The Falmouth Frigate by James L. Nelson

The Falmouth Frigate by James L. Nelson

Author:James L. Nelson
Language: eng
Format: epub
ISBN: 9781493071241
Publisher: McBooks Press
Published: 2022-07-26T00:00:00+00:00


Chapter Sixteen

Isaac Biddlecomb was exhausted, but he knew sleep would not come, so he did not even try. He sat at his table in the great cabin for some time, a candle flickering in the cold drafts coming in from a dozen places, a half-finished letter to Virginia spread out in front of him. He had managed to scrawl a part of a sentence over the course of the previous forty-five minutes, some ridiculous and barely coherent nonsense, and now he was trying to work up the energy to scratch it out.

Damn it all, damn it… he thought. It was maddening, infuriating, beyond endurance, the situation he was in. He felt helpless, immobilized, and there was no feeling, none, that he despised more than that.

They were trapped. Stalemate. As long as Barnett stayed where he was, as long as the Gloucester County Militia refused to act, then there was nothing he, Biddlecomb, could do. If he could speak to Somers he felt certain he could cajole, browbeat, threaten, or bribe the man into acting in concert with the men of Falmouth to drive Barnett away. But he could not speak to Somers. Because Barnett was where he was.

There was no getting to town by way of the wharf, that was clear, and there was no way to get there by water, either. A ship such as Falmouth would normally carry a minimum of five boats, but the partially built frigate had none. The only boat they had had been aboard Sparrowhawk. And that had disappeared with Angus McGinty.

So, it was not a fight they had there at Great Egg Harbor, it was an endurance contest. It was a race to see if Barnett’s men would get fed up with bivouacking in the cold and leave before Biddlecomb’s men ran out of food. The Lord alone knew how long it would take to find that out.

Biddlecomb felt suddenly that he would explode if he stayed in that cabin for a moment more. He stood quickly, nearly knocking his chair over as he did, pulled on his heavy watch coat, pushed his hat down on his head, and made his way up the ladder to the quarterdeck above.
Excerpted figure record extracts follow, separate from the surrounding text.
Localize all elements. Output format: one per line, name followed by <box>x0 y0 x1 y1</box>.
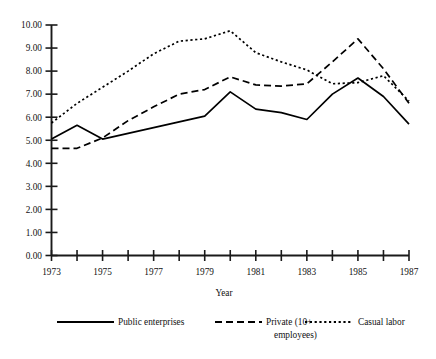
y-tick-label: 0.00 <box>26 251 43 261</box>
y-tick-label: 7.00 <box>26 89 43 99</box>
x-tick-label: 1985 <box>349 267 368 277</box>
y-tick-label: 4.00 <box>26 159 43 169</box>
x-tick-label: 1973 <box>42 267 61 277</box>
y-tick-label: 5.00 <box>26 136 43 146</box>
chart-canvas: 0.001.002.003.004.005.006.007.008.009.00… <box>0 0 436 359</box>
y-tick-label: 10.00 <box>21 20 42 30</box>
chart-legend: Public enterprisesPrivate (10+employees)… <box>57 317 406 341</box>
x-tick-label: 1977 <box>144 267 163 277</box>
y-tick-label: 9.00 <box>26 43 43 53</box>
y-tick-label: 2.00 <box>26 205 43 215</box>
x-axis-tick-labels: 19731975197719791981198319851987 <box>42 267 418 277</box>
y-axis-tick-labels: 0.001.002.003.004.005.006.007.008.009.00… <box>21 20 42 260</box>
series-line-private-10-employees <box>52 39 410 148</box>
x-axis-title: Year <box>215 288 233 298</box>
line-chart: 0.001.002.003.004.005.006.007.008.009.00… <box>0 0 436 359</box>
legend-label-private-10-line2: employees) <box>274 330 317 341</box>
x-tick-label: 1975 <box>93 267 112 277</box>
series-line-casual-labor <box>52 31 410 123</box>
x-tick-label: 1979 <box>195 267 214 277</box>
y-tick-label: 8.00 <box>26 66 43 76</box>
legend-label-casual-labor: Casual labor <box>358 317 406 327</box>
x-tick-label: 1983 <box>298 267 317 277</box>
series-line-public-enterprises <box>52 78 410 139</box>
y-tick-label: 3.00 <box>26 182 43 192</box>
y-tick-label: 6.00 <box>26 113 43 123</box>
series-group <box>52 31 410 149</box>
legend-label-public-enterprises: Public enterprises <box>118 317 185 327</box>
x-tick-label: 1987 <box>400 267 419 277</box>
y-tick-label: 1.00 <box>26 228 43 238</box>
x-tick-label: 1981 <box>246 267 265 277</box>
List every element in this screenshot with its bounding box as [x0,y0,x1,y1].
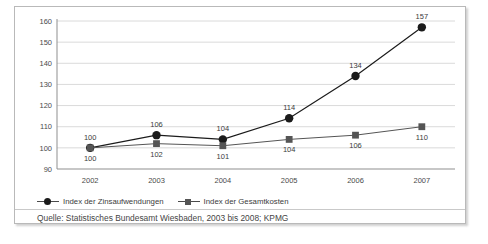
y-tick-150: 150 [39,38,52,47]
data-point-marker [352,132,359,139]
x-tick-2002: 2002 [82,176,99,185]
data-label: 106 [349,141,362,150]
data-label: 100 [84,133,97,142]
source-divider: Quelle: Statistisches Bundesamt Wiesbade… [15,209,465,223]
y-tick-120: 120 [39,101,52,110]
legend-label-gesamtkosten: Index der Gesamtkosten [204,198,289,206]
y-tick-140: 140 [39,59,52,68]
line-chart-plot: 90100110120130140150160 2002200320042005… [15,7,465,223]
data-label: 101 [217,152,230,161]
y-tick-100: 100 [39,144,52,153]
x-tick-2004: 2004 [214,176,231,185]
legend-label-zinsaufwendungen: Index der Zinsaufwendungen [63,198,164,206]
data-label: 102 [150,150,163,159]
data-label: 134 [349,61,362,70]
x-tick-2006: 2006 [347,176,364,185]
legend-item-gesamtkosten[interactable]: Index der Gesamtkosten [178,197,289,206]
legend-item-zinsaufwendungen[interactable]: Index der Zinsaufwendungen [37,197,164,206]
data-label: 106 [150,120,163,129]
data-point-marker [418,123,425,130]
data-point-marker [152,131,160,139]
data-point-marker [87,144,94,151]
y-tick-160: 160 [39,17,52,26]
y-tick-90: 90 [44,165,52,174]
data-point-marker [219,135,227,143]
series-line-0 [90,27,422,148]
data-point-marker [285,114,293,122]
data-point-marker [153,140,160,147]
data-point-labels: 100106104114134157100102101104106110 [84,12,428,163]
source-note: Quelle: Statistisches Bundesamt Wiesbade… [37,213,465,223]
y-tick-110: 110 [40,122,52,131]
data-label: 104 [283,145,296,154]
data-point-marker [418,23,426,31]
data-point-marker [219,142,226,149]
data-point-marker [286,136,293,143]
series-line-1 [90,127,422,148]
data-label: 114 [283,103,295,112]
y-axis-tick-labels: 90100110120130140150160 [39,17,52,174]
data-label: 110 [416,133,428,142]
chart-legend: Index der Zinsaufwendungen Index der Ges… [37,197,289,206]
y-tick-130: 130 [39,80,52,89]
legend-swatch-square-icon [178,197,200,206]
legend-swatch-circle-icon [37,197,59,206]
chart-figure-panel: 90100110120130140150160 2002200320042005… [14,6,466,224]
x-tick-2007: 2007 [413,176,430,185]
data-label: 104 [217,124,230,133]
x-axis-tick-labels: 200220032004200520062007 [82,176,430,185]
x-tick-2005: 2005 [281,176,298,185]
x-tick-2003: 2003 [148,176,165,185]
data-label: 157 [416,12,429,21]
data-point-marker [351,72,359,80]
data-label: 100 [84,154,97,163]
gridlines [57,21,455,169]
Midshipman Gerrish had the watch, but by the time Biddlecomb reached the deck, he had retreated to the seaward side. From there, he touched his hat and said, “Evening, Captain,” as Biddlecomb stepped through the scuttle, and said no more.

Biddlecomb nodded his reply. He stepped over to the rail on the landward side and looked out into the night. He was grateful, at least, that Gerrish had the good sense not to engage him in conversation or ask him why he was still awake at that hour.

He put his hands on the rail and stared out at the dark town beyond the far end of the wharf. Behind the scattering of tents he could make out the glow of several small cook fires and he pictured Barnett’s rag and tag troops huddled around them as they kept some sort of watch.